We load the bread we baked into the milk crates just after noon.

Gwen snaps the bungee cord tight in the back of the van. “Ok,” she says, testing it with a shake. “Henderson first or Calder first?”

“Henderson,” I say, already climbing into the driver’s seat. “If we don’t go there first, he’ll be offended.”

“True,” Gwen laughs.

Mr. Henderson lives three blocks from the bakery in a narrow brick house with a porch that tilts slightly left, like it’s perpetually leaning in to hear gossip. His mailbox has been repainted so many times that it looks textured, and the wind chime by the door plays exactly one note no matter how hard the breeze hits it.

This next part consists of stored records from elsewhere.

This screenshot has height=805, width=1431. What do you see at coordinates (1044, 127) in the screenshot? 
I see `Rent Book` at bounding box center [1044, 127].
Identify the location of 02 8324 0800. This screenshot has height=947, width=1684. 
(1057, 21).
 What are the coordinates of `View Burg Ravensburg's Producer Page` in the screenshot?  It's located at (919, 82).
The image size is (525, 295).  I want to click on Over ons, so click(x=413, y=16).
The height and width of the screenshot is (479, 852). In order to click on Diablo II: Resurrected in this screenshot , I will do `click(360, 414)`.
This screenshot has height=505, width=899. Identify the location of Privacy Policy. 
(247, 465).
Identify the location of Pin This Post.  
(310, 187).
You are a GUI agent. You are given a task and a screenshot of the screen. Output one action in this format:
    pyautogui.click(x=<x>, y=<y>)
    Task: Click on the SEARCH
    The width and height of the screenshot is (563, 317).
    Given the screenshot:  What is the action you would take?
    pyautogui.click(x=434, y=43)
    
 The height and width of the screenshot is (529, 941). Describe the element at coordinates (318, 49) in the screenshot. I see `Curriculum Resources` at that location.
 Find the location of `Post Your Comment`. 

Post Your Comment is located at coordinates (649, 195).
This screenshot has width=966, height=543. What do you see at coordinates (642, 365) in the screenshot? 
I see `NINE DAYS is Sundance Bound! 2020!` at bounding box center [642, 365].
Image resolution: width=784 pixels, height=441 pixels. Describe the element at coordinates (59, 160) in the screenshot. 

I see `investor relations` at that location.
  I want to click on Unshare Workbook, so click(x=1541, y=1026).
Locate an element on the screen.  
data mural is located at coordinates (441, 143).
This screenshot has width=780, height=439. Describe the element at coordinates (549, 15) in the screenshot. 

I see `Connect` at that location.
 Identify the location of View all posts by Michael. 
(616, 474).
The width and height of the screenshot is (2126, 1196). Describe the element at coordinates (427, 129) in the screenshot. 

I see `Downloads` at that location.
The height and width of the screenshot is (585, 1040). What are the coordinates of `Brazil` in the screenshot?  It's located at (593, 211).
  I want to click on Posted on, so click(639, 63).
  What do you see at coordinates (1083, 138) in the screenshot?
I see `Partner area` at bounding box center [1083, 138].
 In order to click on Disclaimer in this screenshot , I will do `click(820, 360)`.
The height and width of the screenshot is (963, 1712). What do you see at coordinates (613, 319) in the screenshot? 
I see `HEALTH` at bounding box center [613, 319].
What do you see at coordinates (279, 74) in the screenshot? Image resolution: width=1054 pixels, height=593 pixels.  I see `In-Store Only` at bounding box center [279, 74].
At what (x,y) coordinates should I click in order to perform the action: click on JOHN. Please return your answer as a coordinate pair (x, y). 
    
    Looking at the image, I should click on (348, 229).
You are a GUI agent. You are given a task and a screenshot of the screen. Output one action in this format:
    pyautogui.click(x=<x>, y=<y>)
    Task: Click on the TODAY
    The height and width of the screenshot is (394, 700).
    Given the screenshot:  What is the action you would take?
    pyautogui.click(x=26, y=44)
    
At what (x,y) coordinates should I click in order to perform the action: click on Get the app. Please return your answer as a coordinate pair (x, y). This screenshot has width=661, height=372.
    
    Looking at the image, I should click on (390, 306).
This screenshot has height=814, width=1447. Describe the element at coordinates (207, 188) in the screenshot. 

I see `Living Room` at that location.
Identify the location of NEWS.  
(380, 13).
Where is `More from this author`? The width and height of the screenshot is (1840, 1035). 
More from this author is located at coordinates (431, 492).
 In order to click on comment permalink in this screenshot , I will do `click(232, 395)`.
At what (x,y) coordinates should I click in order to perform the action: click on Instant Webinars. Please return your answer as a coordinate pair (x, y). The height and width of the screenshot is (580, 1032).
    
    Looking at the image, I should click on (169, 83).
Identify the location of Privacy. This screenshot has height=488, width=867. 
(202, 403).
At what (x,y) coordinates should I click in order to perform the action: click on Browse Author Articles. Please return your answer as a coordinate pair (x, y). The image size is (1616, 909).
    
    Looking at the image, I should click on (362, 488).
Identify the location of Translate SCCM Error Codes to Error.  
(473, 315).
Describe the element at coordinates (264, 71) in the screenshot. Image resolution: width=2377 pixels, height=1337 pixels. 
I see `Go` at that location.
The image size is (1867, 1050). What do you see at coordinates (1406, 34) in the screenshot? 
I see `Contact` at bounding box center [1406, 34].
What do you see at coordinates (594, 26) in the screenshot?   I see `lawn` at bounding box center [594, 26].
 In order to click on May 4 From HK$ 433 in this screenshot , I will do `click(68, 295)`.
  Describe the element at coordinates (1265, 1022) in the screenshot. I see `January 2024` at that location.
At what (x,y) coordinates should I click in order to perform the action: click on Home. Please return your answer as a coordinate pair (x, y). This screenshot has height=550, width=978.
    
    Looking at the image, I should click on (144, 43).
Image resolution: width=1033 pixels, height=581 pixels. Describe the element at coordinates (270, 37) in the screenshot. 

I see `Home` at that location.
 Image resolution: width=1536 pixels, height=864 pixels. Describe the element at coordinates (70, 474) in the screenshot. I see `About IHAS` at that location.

I knock the way we always do. Three quick taps. Pause. Two more.

The door opens immediately.

“Well,” Mr. Henderson says, beaming through the screen door, cardigan buttoned wrong, eyebrows doing whatever they want. “If it isn’t my favorite criminals.”

“Bread smugglers,” Gwen corrects, stepping inside like she owns the place. Which, functionally, she does. “We brought the good stuff.”

His eyes light up as we bring the crate in. “Sourdough?”

“And rye,” I say. “Plus, a baguette that got… ambitious.”

He nods gravely. “Ambition should always be encouraged. Even when it backfires.”

The house smells like lemon polish and old paper. Jazz hums softly from the radio, cutting in and out with static like it’s embarrassed to be heard. Mr. Henderson insists we sit. He always insists. He always wins.

He pours tea we don’t have time to drink and sets the bread on the table like it’s something sacred.